122 reviews1 follower
December 31, 2023
For a short book written in 1967, its a fun romp through the story of an anti-hero hiding in the bowls of a space ship following a failed pick up, when disaster strikes and the ship crashes onto what is a backwater planet, and his adventures here to save the day or the planet.

A fun read, nothing deep or serious and as result just short. In some ways there was so much more that could have been written .... or not!
Profile Image for Kay Hawkins.
Author 19 books31 followers
January 29, 2018
Not that great of a story. So much is going on and it moves through it so fast for a bland ending. I hoped for more but in the end I wished it would just end. Even tough the ending has the most action in the story.
Profile Image for Rog Petersen.
161 reviews3 followers
March 1, 2025
This Ace edition features a rather fuzzy Kelly Freas cover.
Profile Image for Mark Ford.
495 reviews25 followers
March 29, 2023
To Outrun Doomsday by Kenneth Bulmer.

What we have here could be considered a bit SF with sword and sorcery thrown in or vice versa.

The story of a rather unlikeable ships junior crew member who considers himself a ladies man, this would be Casanova ends up on an uncharted planet (due to a catastrophic failure of his ship) that is facing a doomed future.
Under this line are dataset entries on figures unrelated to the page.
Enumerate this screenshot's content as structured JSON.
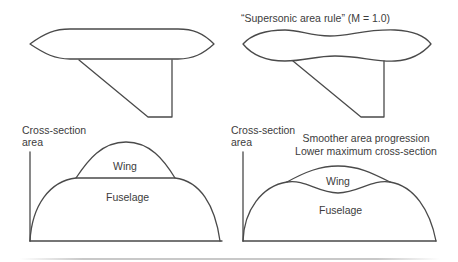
{
  "left_panel": {
    "aircraft": "conventional-fuselage-with-wing",
    "chart": {
      "y_axis_label_line1": "Cross-section",
      "y_axis_label_line2": "area",
      "regions": {
        "wing": "Wing",
        "fuselage": "Fuselage"
      }
    }
  },
  "right_panel": {
    "heading": "“Supersonic area rule” (M = 1.0)",
    "aircraft": "area-ruled-waisted-fuselage-with-wing",
    "chart": {
      "y_axis_label_line1": "Cross-section",
      "y_axis_label_line2": "area",
      "annotation_line1": "Smoother area progression",
      "annotation_line2": "Lower maximum cross-section",
      "regions": {
        "wing": "Wing",
        "fuselage": "Fuselage"
      }
    }
  },
  "colors": {
    "stroke": "#4a4a4a",
    "text": "#3c3c3c",
    "background": "#ffffff"
  }
}
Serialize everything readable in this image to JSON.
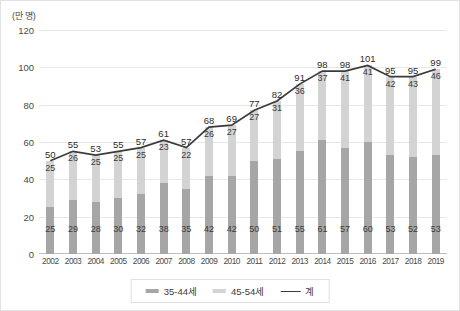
{
  "chart_data": {
    "type": "bar",
    "title": "",
    "subtitle": "",
    "unit_label": "(만 명)",
    "xlabel": "",
    "ylabel": "",
    "ylim": [
      0,
      120
    ],
    "yticks": [
      0,
      20,
      40,
      60,
      80,
      100,
      120
    ],
    "grid": true,
    "stacked": true,
    "legend_position": "bottom",
    "categories": [
      "2002",
      "2003",
      "2004",
      "2005",
      "2006",
      "2007",
      "2008",
      "2009",
      "2010",
      "2011",
      "2012",
      "2013",
      "2014",
      "2015",
      "2016",
      "2017",
      "2018",
      "2019"
    ],
    "series": [
      {
        "name": "35-44세",
        "kind": "bar-segment-lower",
        "color": "#a6a6a6",
        "values": [
          25,
          29,
          28,
          30,
          32,
          38,
          35,
          42,
          42,
          50,
          51,
          55,
          61,
          57,
          60,
          53,
          52,
          53
        ]
      },
      {
        "name": "45-54세",
        "kind": "bar-segment-upper",
        "color": "#d3d3d3",
        "values": [
          25,
          26,
          25,
          25,
          25,
          23,
          22,
          26,
          27,
          27,
          31,
          36,
          37,
          41,
          41,
          42,
          43,
          46
        ]
      },
      {
        "name": "계",
        "kind": "line",
        "color": "#3a3a3a",
        "values": [
          50,
          55,
          53,
          55,
          57,
          61,
          57,
          68,
          69,
          77,
          82,
          91,
          98,
          98,
          101,
          95,
          95,
          99
        ]
      }
    ]
  },
  "legend": {
    "items": [
      {
        "label": "35-44세",
        "marker": "bar",
        "color": "#a6a6a6"
      },
      {
        "label": "45-54세",
        "marker": "bar",
        "color": "#d3d3d3"
      },
      {
        "label": "계",
        "marker": "line",
        "color": "#3a3a3a"
      }
    ]
  }
}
Our protagonist Jack seems to get himself into trouble because he's a selfish and headstrong idiot that doesn't think through the consequences of his actions. He lurches from one predicament to another on this strange alien world until he encounters a travelling companion, a frontiersman by the unlikely name of Krotch (I kid you not) and his fortunes seem to be on the up. His character does start to develop along the way.

A quest ensues for the god Pel'chen to see if a hope of saving the people of Kerim can be found.

Rather flowery prose at times and a simple tale all told, I remembered most of the plot from decades ago and that must mean something in its favour. The language and attitudes expressed are obviously of their time but this doesn't lessen the enjoyment of the story.

4/5 because of the nostalgic feel it gave me.